I’m on strike. I don’t belong to the Musicians Union anymore. Since Covid-19 slammed us in 2020 I have been fully retired from performing or teaching the flute. Even so, I consider myself to be on strike.
It’s been an ongoing annoyance to me when the name of a performing musician is not credited. I cheer when I see a televised opera production or broadcast concert that lists the instrumentalists’ names, and not only those of the conductor and the production staff. I have written letters to the editor when the name of a reviewed musician has been omitted, or credit has been given to the wrong performer. Open the program! And herein lies the problem.
I bought a partial subscription to the Tucson Symphony’s Classic series this season, now that we are slowly returning to in-person concerts.
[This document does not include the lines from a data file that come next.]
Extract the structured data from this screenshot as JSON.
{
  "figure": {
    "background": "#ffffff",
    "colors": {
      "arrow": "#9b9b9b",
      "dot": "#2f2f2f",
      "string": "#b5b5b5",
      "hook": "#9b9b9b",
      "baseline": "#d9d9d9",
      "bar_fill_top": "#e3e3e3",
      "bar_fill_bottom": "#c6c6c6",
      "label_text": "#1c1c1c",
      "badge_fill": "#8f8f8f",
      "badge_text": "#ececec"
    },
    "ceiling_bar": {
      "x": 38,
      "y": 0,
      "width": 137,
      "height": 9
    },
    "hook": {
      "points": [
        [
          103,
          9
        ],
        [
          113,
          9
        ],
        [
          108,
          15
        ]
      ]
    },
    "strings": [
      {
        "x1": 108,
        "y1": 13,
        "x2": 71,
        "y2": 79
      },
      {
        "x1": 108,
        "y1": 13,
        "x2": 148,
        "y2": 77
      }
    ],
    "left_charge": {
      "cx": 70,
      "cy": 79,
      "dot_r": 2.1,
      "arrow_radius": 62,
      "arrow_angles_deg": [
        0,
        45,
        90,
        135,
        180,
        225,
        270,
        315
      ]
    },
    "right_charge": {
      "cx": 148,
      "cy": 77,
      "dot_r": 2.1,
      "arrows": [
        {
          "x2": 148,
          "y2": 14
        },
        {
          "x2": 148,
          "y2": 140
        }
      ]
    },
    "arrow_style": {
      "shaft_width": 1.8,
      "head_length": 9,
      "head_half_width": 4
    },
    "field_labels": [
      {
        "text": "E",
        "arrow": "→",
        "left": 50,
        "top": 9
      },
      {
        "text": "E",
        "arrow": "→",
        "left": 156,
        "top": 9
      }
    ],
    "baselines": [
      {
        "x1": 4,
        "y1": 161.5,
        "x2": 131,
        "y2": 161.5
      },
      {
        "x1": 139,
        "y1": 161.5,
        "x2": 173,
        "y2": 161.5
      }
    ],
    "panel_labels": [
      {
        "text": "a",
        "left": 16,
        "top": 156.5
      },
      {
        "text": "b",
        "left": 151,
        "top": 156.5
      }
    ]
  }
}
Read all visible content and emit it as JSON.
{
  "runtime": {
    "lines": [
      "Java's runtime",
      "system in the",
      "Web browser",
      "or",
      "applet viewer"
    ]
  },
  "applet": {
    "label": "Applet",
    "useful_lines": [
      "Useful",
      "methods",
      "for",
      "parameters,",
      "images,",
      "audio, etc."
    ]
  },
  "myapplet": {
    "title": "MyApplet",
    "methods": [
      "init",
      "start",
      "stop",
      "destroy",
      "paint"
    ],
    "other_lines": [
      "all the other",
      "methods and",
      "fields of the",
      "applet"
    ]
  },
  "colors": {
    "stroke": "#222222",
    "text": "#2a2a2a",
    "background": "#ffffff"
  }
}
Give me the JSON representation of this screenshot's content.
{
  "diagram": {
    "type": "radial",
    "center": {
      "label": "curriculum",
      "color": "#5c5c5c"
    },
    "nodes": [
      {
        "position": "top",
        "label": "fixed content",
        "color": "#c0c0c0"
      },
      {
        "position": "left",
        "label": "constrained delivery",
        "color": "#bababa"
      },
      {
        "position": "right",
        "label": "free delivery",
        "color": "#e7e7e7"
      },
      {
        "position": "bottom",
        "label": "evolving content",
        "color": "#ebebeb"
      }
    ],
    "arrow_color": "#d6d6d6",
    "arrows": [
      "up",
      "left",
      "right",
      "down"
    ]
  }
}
While my husband and I enjoyed the four concerts, the programs did not contain the names of the harpists, the extra musicians, or the substitute musicians. This practice began while I was still playing with the TSO. I was never a contracted player but I was a regular substitute and first-call substitute for most of those 30-plus years. My name would be listed because the program was printed for each concert, with an accurate listing of performers. I was paid at the same rate as the contracted players. I was doing the same work, after all!
One of the ways symphony orchestras appear to have decided they could save money was by printing programs at the beginning of the season and with more than one concert per program. The list contains only the names of contracted orchestra members.
Appeal to the union, right? That does no good if one is a substitute musician. Even though Arizona is a right-to-work state, I spent several years as a dues-paying union member because I wanted to support my fellow musicians. However, there was absolutely no benefit to me. If you are curious, there is pertinent information in these two linked articles.
Appeal to my colleagues? I tried. One orchestra committee member told me point-blank that they had more important issues to address.
To be clear, I never was anything close to a “scab.” I was frequently called in to substitute and, quite frankly, cover the asses of colleagues who wanted to take a better gig, had a conflict with other work or felt they weren’t quite up to the task of performing certain repertoire.
I loved my work, but I’m old enough and wise enough now to love myself more. We won’t be spending our money or our time on many future Tucson Symphony concerts until credit is given where credit is due. While it may not make any difference within the organization, it will make a difference to me. Consider me an audience member, on strike.
Pale sunlight streams through bright red windblown mane.
A memory attends this pause in time.
My heart, my all soars high on this refrain.
My mind recalls a breeze of childhood pain.
Sharp wind-whipped mane enacts a pantomime.
Pale sunlight streams through bright red windblown mane.
A gallop through that field was near insane.
I feel the rush of that far summertime.
My heart, my all soars high on this refrain.
She tripped, she fell and on the ground I’d lain.
I got back up and brushed away the grime.
Pale sunlight streams through bright red windblown mane.
It seemed beyond my grasp that she’d ordain,
I let her go and live beyond my crime.
My heart, my all soars high on this refrain.
A second act, I’m older, more humane.
My song continues, cantering in rhyme.
Pale sunlight streams through bright red windblown mane.
My heart, my all soars high on this refrain.